Third-quarter figures show -0.5%. Compared to the previous nine months, the turnaround is clear. CREA analyst: this could lead to an early peak in Chinese emissions.

Government efforts to tame the housing bust, skyrocketing coal prices and electricity rationing. These are the factors that led China’s CO2 emissions to fall in the third quarter of 2021, for the first time since the post-Covid rebound began.

The drop is just 0.5%, but is quite significant when compared to the previous period. Not so much with the equivalent quarter of 2020, when the recovery in Beijing had not yet really got going. It is the comparison with the last few months of last year (+5.6%) and the first few months of 2021 (even +14.2%) that signals a very clear turnaround. “The production of steel and cement, in particular, is in sharp decline,” explains Lauri Myllyvirta, an analyst at the Centre for Research on Energy and Clean Air (CREA) in Helsinki who analysed official CO2 emission data for domestic production, import and export of fossil fuels and cement, as well as trade data on changes in stored fuel stocks. “Construction is one of the main drivers of China’s emissions and in particular emissions growth, due to the massive demand for steel, cement and other construction materials,” he adds.

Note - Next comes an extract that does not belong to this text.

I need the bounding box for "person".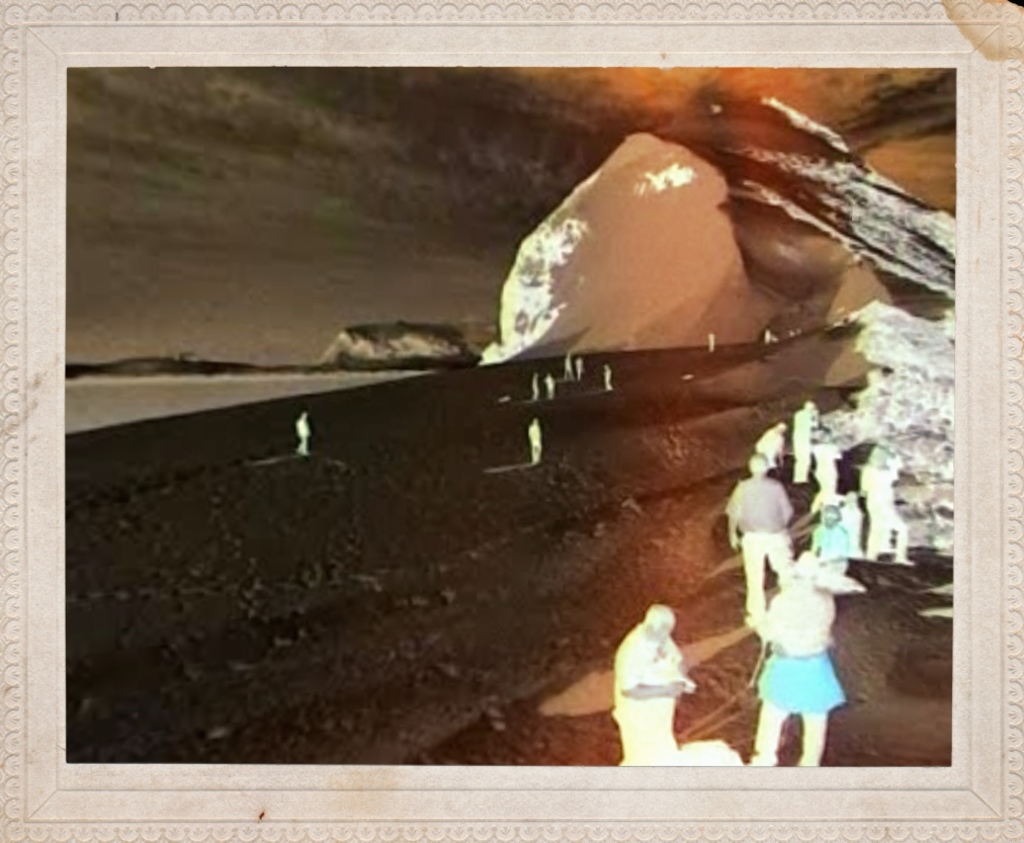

Steel and cement which, according to Reuters estimates, held back production in Q3 by 16% and 11% respectively. Behind these figures are a number of factors, most notably Beijing’s crackdown on construction, but also the energy crunch and rising fuel prices. “The decline in CO2 emissions could mark a turning point and an early peak in China’s total emissions, years ahead of its target to peak before 2030,” Myllyvirta adds. Myllyvirta warns that the situation is not stable, because all it takes is a new government stimulus for construction to push the emissions curve up again. So far, however, there is no sign of this in October and early November.